NASA’s Origins, Spectral Interpretation, Resource Identification, and Security-Regolith Explorer, or OSIRIS-REx for short, is the first spacecraft to return with an asteroid sample collection in the U.S.

Launched on September 8, 2016, the autonomous spacecraft collected samples of rocks and dust, or regolith, from Bennu, an at least 4.5-billion-year-old, carbon-rich asteroid scientists believe may be like the one that “may have delivered water and organic compounds (the building blocks of all known life) to Earth by colliding with it early in its history,” according to NASA.

Samples were collected on October 20, 2020, and the OSIRIS-REx spacecraft carrying the sample is estimated to land near the Department of Defense’s Utah Test and Training Range at 10:55 a.m. EDT Sunday.

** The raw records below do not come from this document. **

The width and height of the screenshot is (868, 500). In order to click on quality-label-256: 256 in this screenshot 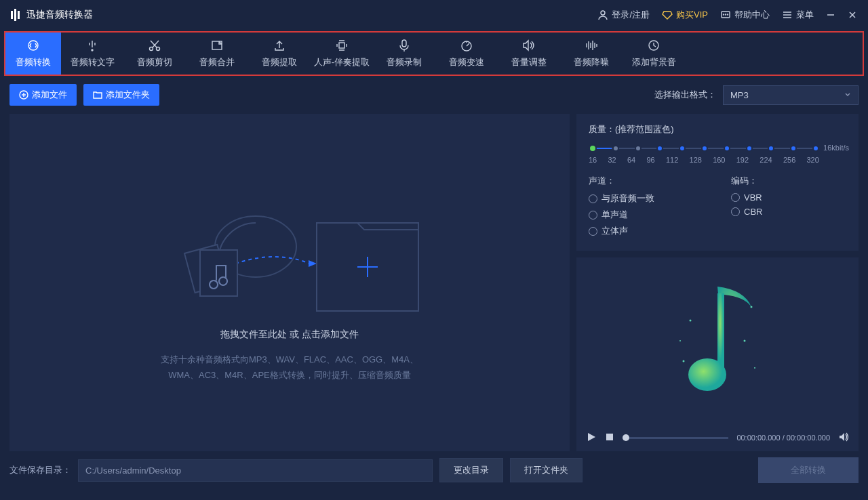, I will do `click(789, 160)`.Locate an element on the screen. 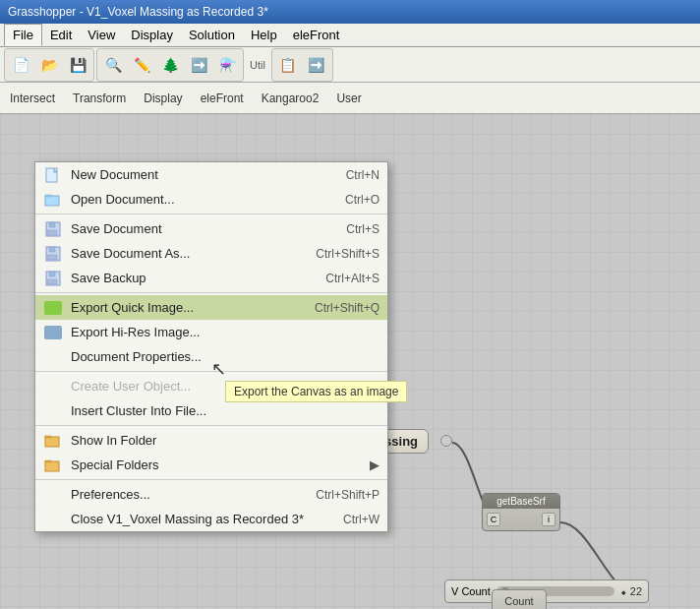  save-as-icon is located at coordinates (53, 254). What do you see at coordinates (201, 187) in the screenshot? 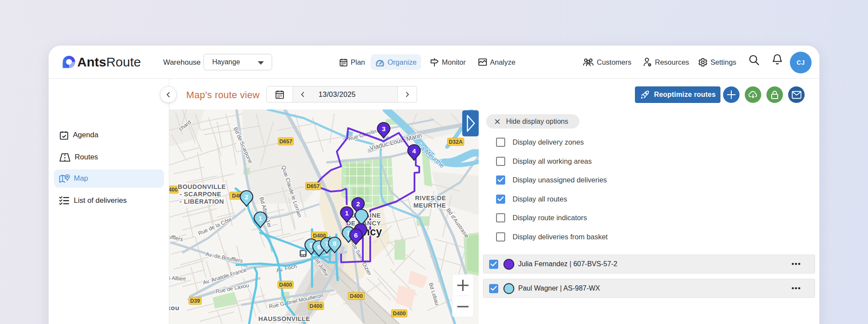
I see `svg-text: BOUDONVILLE` at bounding box center [201, 187].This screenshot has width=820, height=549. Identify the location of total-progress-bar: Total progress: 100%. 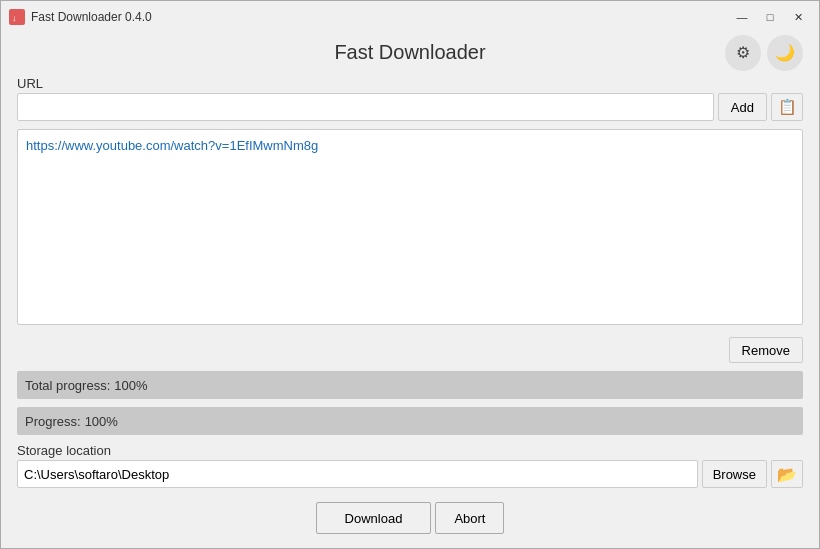
(410, 385).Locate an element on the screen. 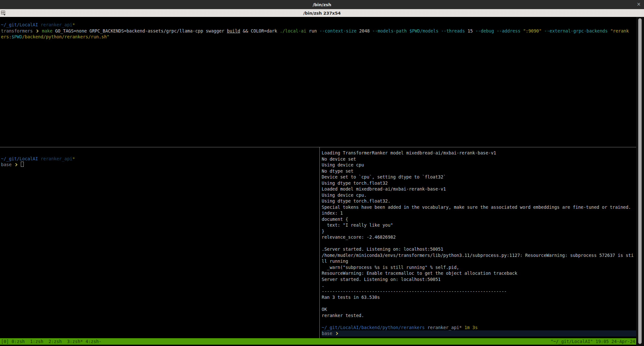  terminal-line: .Server started. Listening on: localhost… is located at coordinates (480, 249).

Coming in at about 8.8 ounces, this sample is expected to be the largest asteroid sample Earth has ever received, and its arrival can be viewed live on NASA’s YouTube channel, website or NASA TV.

Big Number

$1.16 billion. That’s how much the Planetary Society estimated the OSIRIS-REx mission cost.

Key Background

Launched in 2016, the spacecraft arrived near Bennu in 2018 and spent two years orbiting, observing and mapping out the terrain of the asteroid for the sample collection. Bennu’s surface was a lot rockier and rougher than OSIRIS-REx was designed to land on, forcing scientists to essentially retrain the autonomous spacecraft to land on the surface without harming it, Professor Dante Lauretta, the principal investigator of the OSIRIS-REx mission, told Space.com. After finding a safe landing bed using 3-D photography, the spacecraft unleashed its robotic arm to collect material from Bennu and charted its return to Earth in May 2021. It will deploy a capsule containing the sample this Sunday, September 24. A recovery team is charged with recovering the sample canister and transporting it to NASA’S Johnson Space Center in Houston for distribution and analysis. Portions of the sample will be shared with the Japan Aerospace Exploration Agency–which charted the world’s first two asteroid sample collection and return missions–and the Canadian Space Agency.

Surprising Fact

Bennu is calculated to have a 1 in 2,700 chance of hitting Earth in September 2182, more motive for scientists to learn how to defend the planet against potential impact.